Sandbox Lifecycle
Sandboxes can run unattended for hours or days, but most workloads only need compute while someone is actively using them. Lifecycle policies let the platform pause idle sandboxes to free resources, delete abandoned ones, and optionally resume on the next request — without you polling or scripting cleanup jobs.
Set a policy when you create a sandbox (via the SDK or API). The compute plane enforces it in the background. You can still pause, resume, and delete manually with the CLI or API at any time.
For event-driven creation and cleanup (e.g. per-PR previews), use Incoming Webhooks — ensure_sandbox templates accept the same lifecycle fields.
How it works
While running, the sandbox behaves like any other sandbox — exec, files, port forwards, and sessions all work normally.
When a timer fires, the platform pauses the VM: state is snapshotted, compute is released, and the sandbox no longer counts against running-sandbox quotas. Paused sandboxes keep their filesystem and can be resumed.
When delete_after elapses, the sandbox is deleted permanently.
Policy fields
All duration fields are seconds (integer). Omit a field or set it to null to leave that behavior disabled.
pause_after_idle and pause_after can be combined. The platform pauses when either condition is met.

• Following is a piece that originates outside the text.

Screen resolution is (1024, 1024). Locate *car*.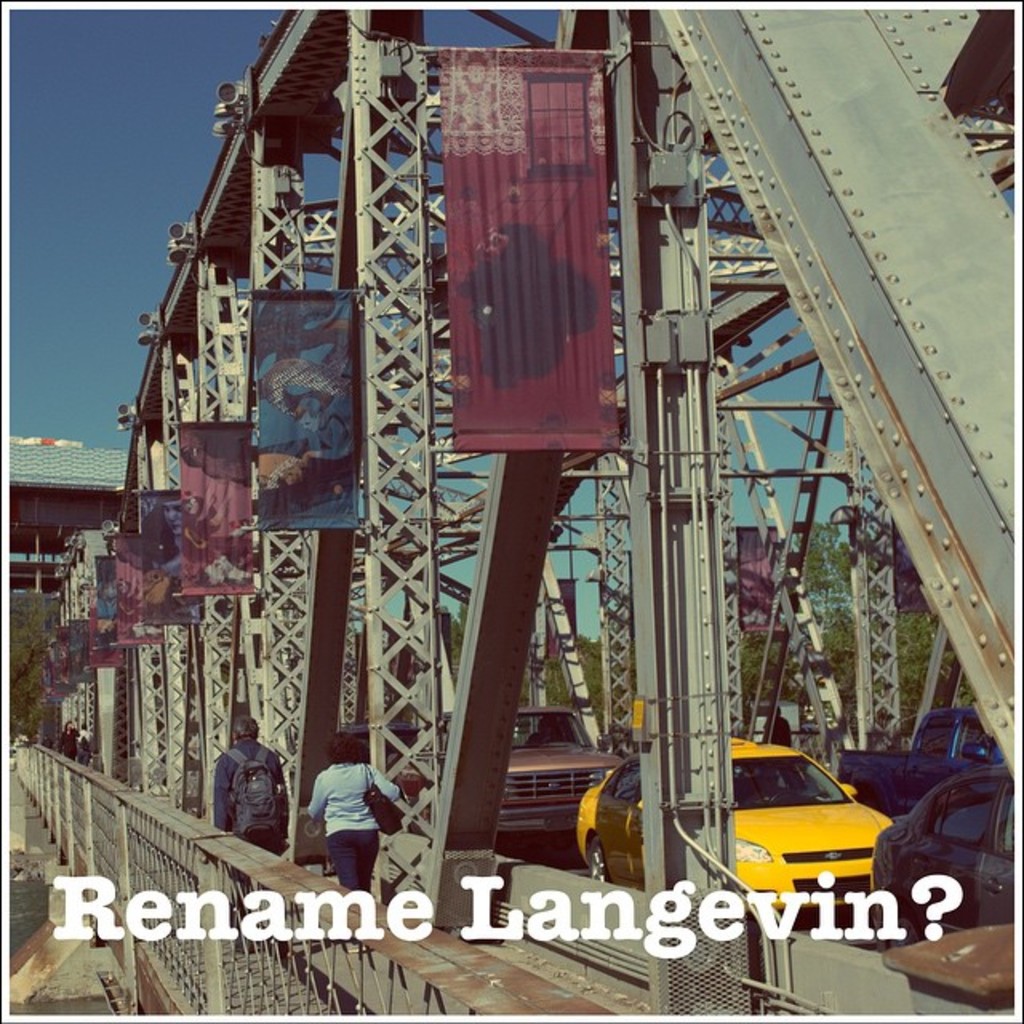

Paused sandboxes do not accrue active runtime toward pause_after until they resume.
SDK examples
Ephemeral preview environment
Pause after 10 minutes idle, delete after 24 hours:
The first exec_in_sandbox call after idle pause resumes the VM transparently when auto_resume is on_activity.
Long-running agent with a daily cap
Keep an agent sandbox warm during the workday but cap total runtime:
Manual lifecycle only
Omit lifecycle (or pass null) for sandboxes you manage entirely yourself with islo pause, islo resume, and islo rm. See Sandbox Commands for CLI details.
Reading the policy back
SandboxResponse echoes the lifecycle policy on get_sandbox and list responses:
Lifecycle policies are set at creation and cannot be updated on an existing sandbox. Change the policy by creating a new sandbox (or snapshot and restore if you need to preserve state).
CLI equivalents
Lifecycle policies automate these transitions; the CLI commands remain useful for one-off control and debugging.
Tips
- Cost control:
pause_after_idleis the main lever for sandboxes you leave open between sessions. Paused sandboxes free compute but keep state. - Safety net:
delete_afterprevents forgotten preview environments from accumulating forever. - PR previews: use Incoming Webhooks with
ensure_sandbox+ lifecycle +deliver_to_portfor per-event sandboxes that pause when idle and delete onclosed. - Quota pressure: paused sandboxes do not count against running-sandbox limits — prefer pause over delete when you’ll return to the same workspace.